United Way kicks off fundraising campaign
The two-man crew aboard the cardboard rig dubbed "Hope We Float Today" got a few yards from shore when they dumped out into Aurora's Mastodon Lake in Phillips Park.
Valiantly, the crew representing an organization called Hope for Tomorrow scrambled back into their homemade vessel and continued racing against three competitors at Saturday's What Floats Your Cardboard Boat Race, an event presented by the Fox Valley United Way as a kickoff to this year's fundraising campaign. Organization leaders said United Way is hoping to reach a fundraising goal of $1.5 million, money that will help in the organization's support of several local charities.
For a while, the troubled boat actually started to catch up to the three boats built and manned by staff and residents of Hesed House, an Aurora homeless shelter.
But, in the end, they were no match for "Hesed 3," a boat decorated to look like a wedding cake and manned by Hesed executive director Ryan Dowd, dressed in a wedding gown for the occasion, his son, Cameron, and boat captain Jason Holmes, Hesed's program director of the overnight emergency shelter program.
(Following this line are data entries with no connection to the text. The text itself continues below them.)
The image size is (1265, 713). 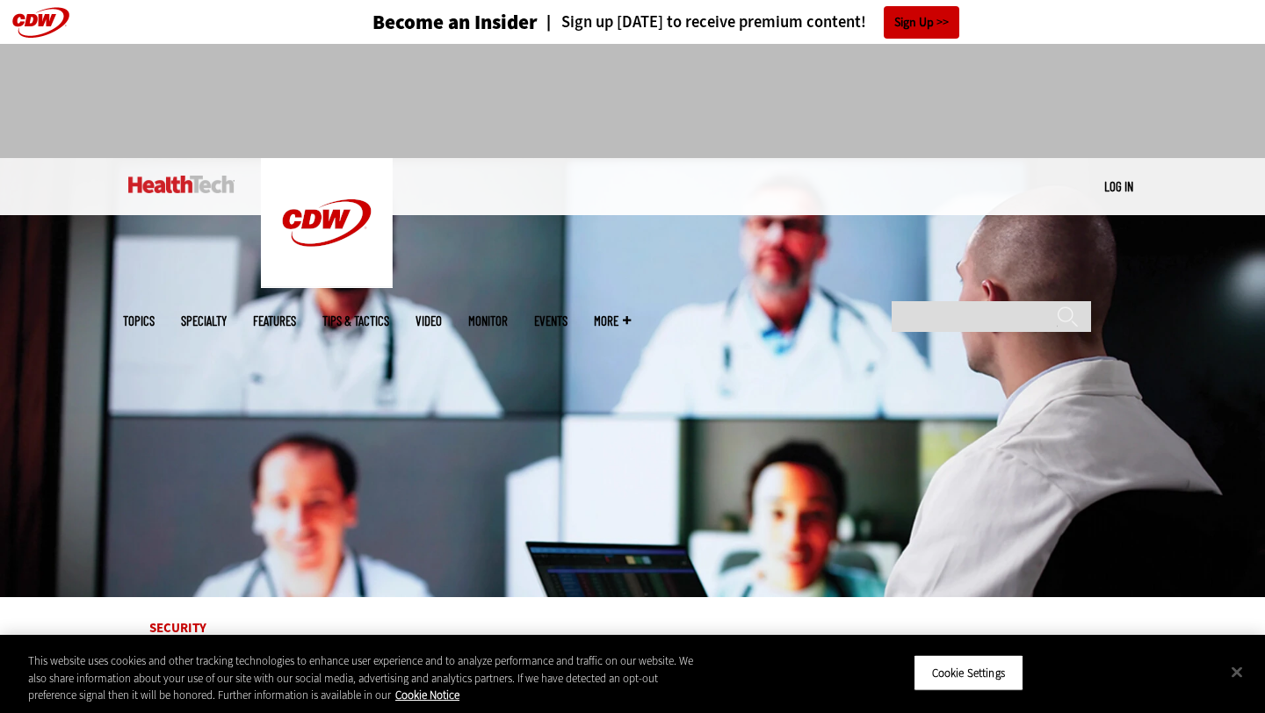 I want to click on a: Become an Insider, so click(x=422, y=22).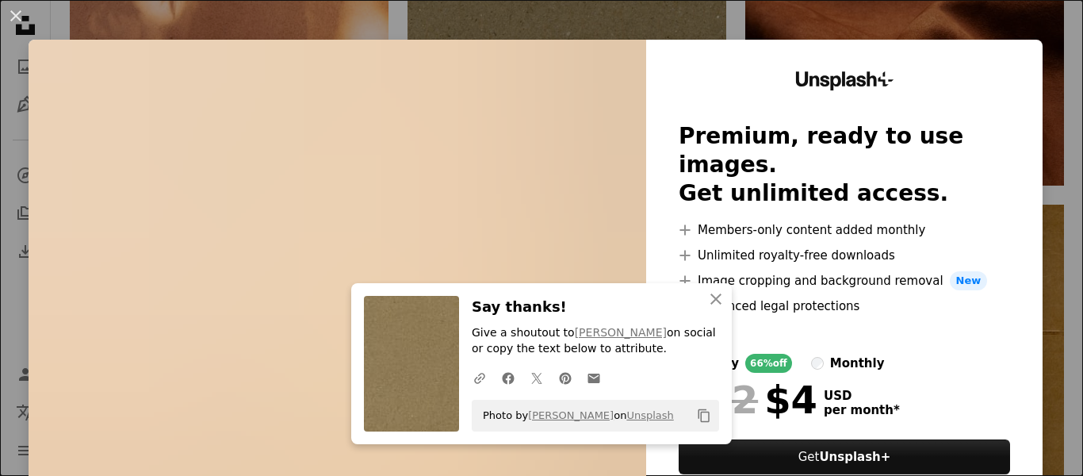 The width and height of the screenshot is (1083, 476). I want to click on div: monthly, so click(857, 363).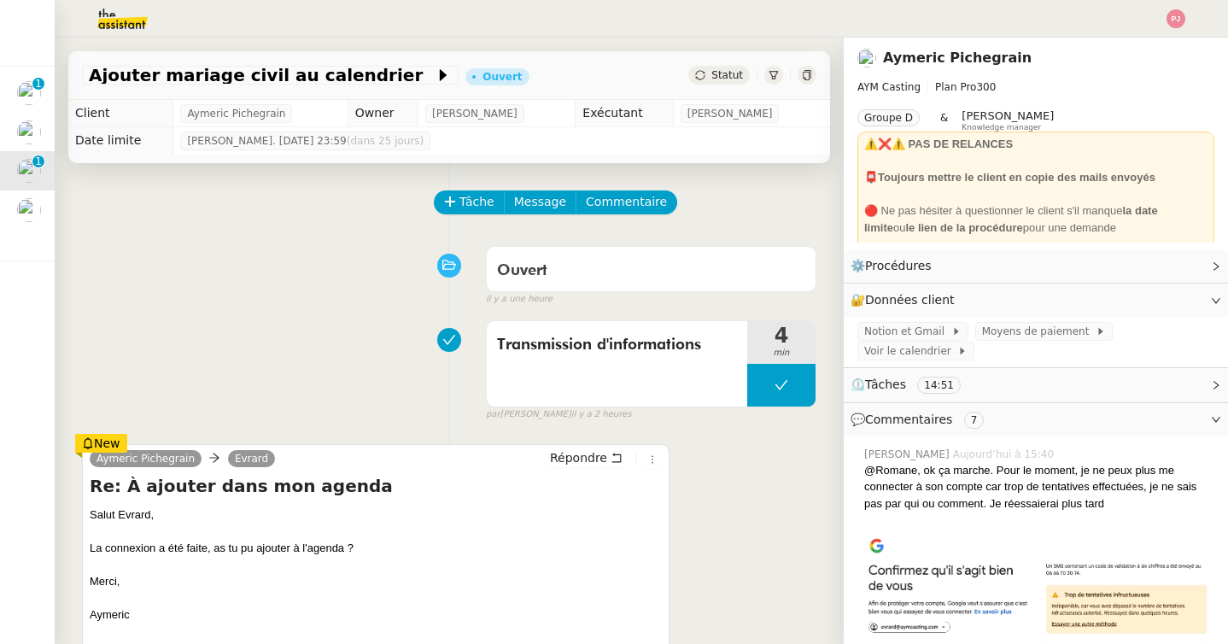 This screenshot has width=1228, height=644. I want to click on img: users%2F7nLfdXEOePNsgCtodsK58jnyGKv1%2Favatar%2FIMG_1682.jpeg, so click(29, 132).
"It's a lot tougher than it looks," said Holmes, who was slightly out of breath as the triumphant trio came ashore.
Holmes said he and his shipmates built Hesed 3 in just a few days.
"It's a last-minute thing. That's why it looks so shoddy," he said, adding that the polyurethane waterproof sealant wasn't uniformly applied to the boat's surface. A soggy wedding cake of a ship sat in the sand, where a few inches of water had pooled.
In all, 19 homemade cardboard watercraft raced in seven heats, divided into categories for juniors, adults and sailors representing businesses and nonprofit organizations.